In Maclean’s, Paul “Inkless” Wells has a look at Andrew Sullivan’s most recent panic attack over Barack Obama’s re-election chances and how his debate performance makes that task seem much harder now:
The extended North American/ Anglosphere Twittersphere is agog these days over the latest spectacle put on by Urblogger Andrew Sullivan, who edited The New Republic in the days when paper was king and who has spent the past decade blogging, in succession, for (a) himself (b) Time magazine (c) The Atlantic Monthly (d) Tina Brown. Since 2007 Sullivan has been perhaps Barack Obama’s leading gay British Republican supporter; he wrote a 2007 Atlantic cover story explaining why Obama was “necessary” to binding up the nation’s wounds and a 2012 Newsweek cover story asserting that Obama was about to become the most significant U.S. president since Reagan. (“The narrative writes itself. He will emerge as an iconic figure…”) About 6,000 times he has ended blog posts on Obama with the sentence-thing “Know Hope.”
But now comes Sully’s crisis of confidence.
He watched the same debate everyone else did last week; noticed, as many did, that the incumbent had a hard time of things, and then read yesterday’s surprising Pew Center poll, which essentially showed Obama’s support collapsing so rapidly he will soon owe Mitt Romney votes. [. . .]

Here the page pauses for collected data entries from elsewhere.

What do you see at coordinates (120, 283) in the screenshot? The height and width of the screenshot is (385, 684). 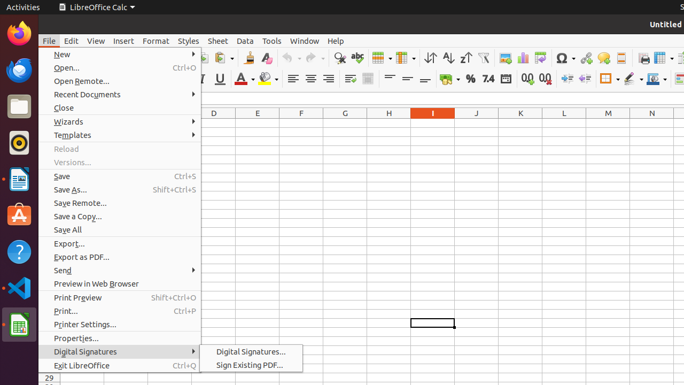 I see `Preview in Web Browser` at bounding box center [120, 283].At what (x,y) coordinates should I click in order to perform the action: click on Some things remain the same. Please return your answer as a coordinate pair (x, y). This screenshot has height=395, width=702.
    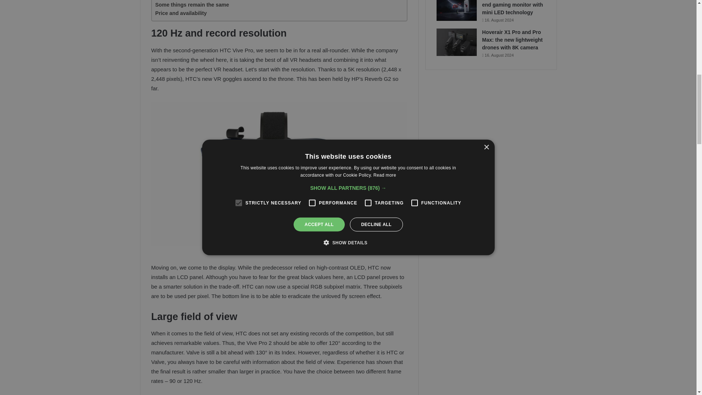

It is, in fact, entirely possible that Obama blew the election with a single 90-minute display of I-didn’t-know-this-would-be-on-the-exam. Certainly if he does lose, all the post-mortem tick-tocks will begin in Denver on the night of Oct. 3.
Wells also linked to Ezra Levant’s most recent article at Sun News:
Now we know why Barack Obama uses a teleprompter everywhere, even taking it once to a photo-op in an elementary school.
Now we know why he hasn’t had a press conference in months, preferring to go on entertainment shows like The View (he told his fawning interviewers he is “eye candy”) and David Letterman’s show (first question: How much do you weigh?).
We know because of the shock of last week’s presidential debate with Mitt Romney. The 60 million Americans who watched that debate had been told a hundred times that Obama was the smartest president since Jefferson, the greatest orator since Churchill. And they had been told that Mitt Romney was a heartless gazillionaire.
What they saw was the opposite, for 90 excruciating minutes. When Obama didn’t have a cue card or a teleprompter, when he couldn’t simply skip questions he didn’t like, or talk out the clock, he was a disaster.
Update: Buzzfeed has eight animated GIFs that show Andrew Sullivan’s meltdown rather cleverly.